A33M-07:
Observations and Model Analysis of Enhanced Oxidized Mercury in the Free Troposphere during NOMADSS
Wednesday, 17 December 2014: 3:10 PM
Lynne Gratz1, Viral Shah2, Jesse L Ambrose II3, Daniel A Jaffe1, Lyatt Jaegle4, Noelle E Selin5, Shaojie Song6, James Festa7 and Jochen Stutz7, (1)University of Washington Bothell Campus, Bothell, WA, United States, (2)University of Washington Seattle Campus, Seattle, WA, United States, (3)University of New Hampshire Main Campus, Durham, NH, United States, (4)Univ Washington, Seattle, WA, United States, (5)MIT, Cambridge, MA, United States, (6)Massachusetts Institute of Technology, Cambridge, MA, United States, (7)University of California Los Angeles, Los Angeles, CA, United States
Abstract:
Mercury (Hg) is a hazardous neurotoxic pollutant with complex atmospheric speciation and chemistry.

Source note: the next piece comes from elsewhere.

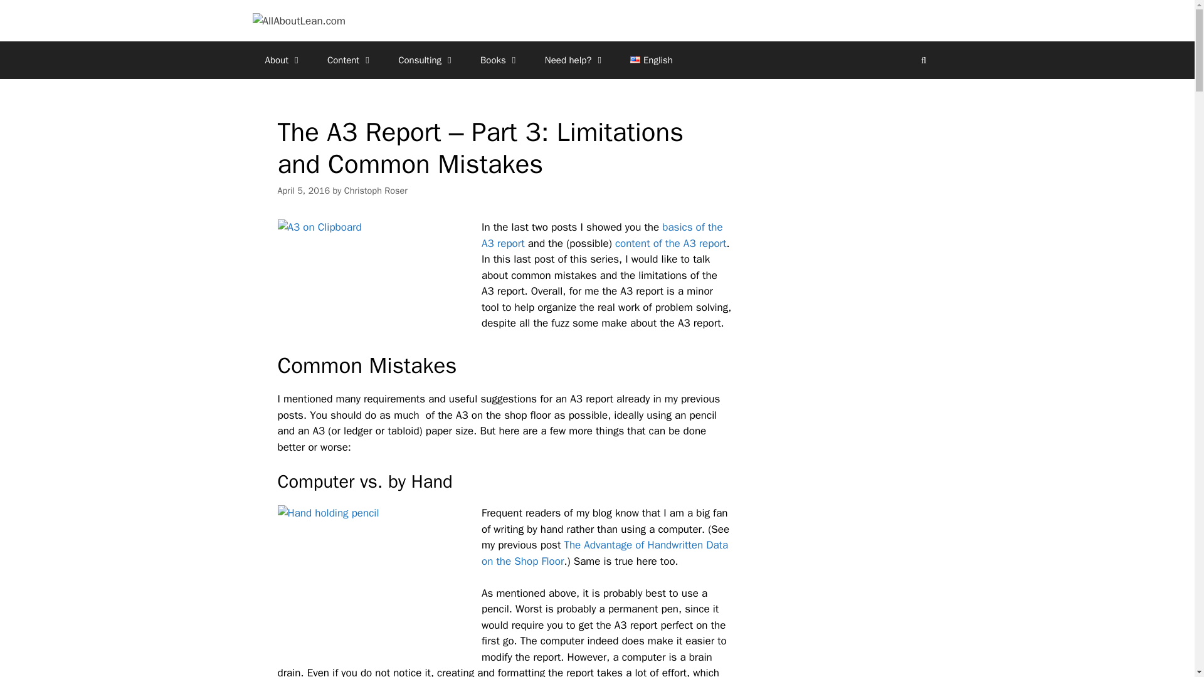  I want to click on About the blog content, so click(283, 60).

It exists in the atmosphere primarily as gaseous elemental Hg (GEM), with a lifetime on the order of months, while oxidized Hg is more water soluble and deposits readily. Thus, Hg is considered both a local and a global pollutant. There are significant limitations in our understanding of global Hg cycling, including the sources and chemical mechanisms producing enhanced oxidized Hg in the free troposphere. Ground-based and airborne studies have associated free tropospheric oxidized Hg with GEM oxidation and atmospheric subsidence. Chemical transport models suggest that free tropospheric GEM oxidation is largely attributable to bromine (Br) atoms. During the 2013 Nitrogen Oxidants Mercury and Aerosol Distributions Sources and Sinks (NOMADSS) campaign, we sought to quantify the distribution and chemical transformation of Hg species in the free troposphere over the southeastern US. Enhanced oxidized Hg over North Texas was associated with long-range transport and subsidence from the sub-tropical Pacific free troposphere, where GEOS-Chem predicts air enriched in oxidized Hg. Bromine oxide (BrO) concentrations were also elevated over North Texas, perhaps supporting halogen oxidation as a source of free tropospheric oxidized Hg. Over the Atlantic Ocean, oxidized Hg up to 680 pg m-3 was associated with GEM oxidation and subsidence within the Atlantic high pressure system. The standard GEOS-Chem model underestimates free tropospheric oxidized Hg in these locations by a factor of three to ten, possibly due to underestimation of Br concentrations and/or uncertainty in the Hg+Br rate constant. We investigate GEOS-Chem’s improved ability to reproduce the observed concentrations by tripling free tropospheric Br in the tropics and implementing a faster Hg+Br oxidation mechanism. Results have important implications for our understanding of global-scale atmospheric Hg chemistry and transport.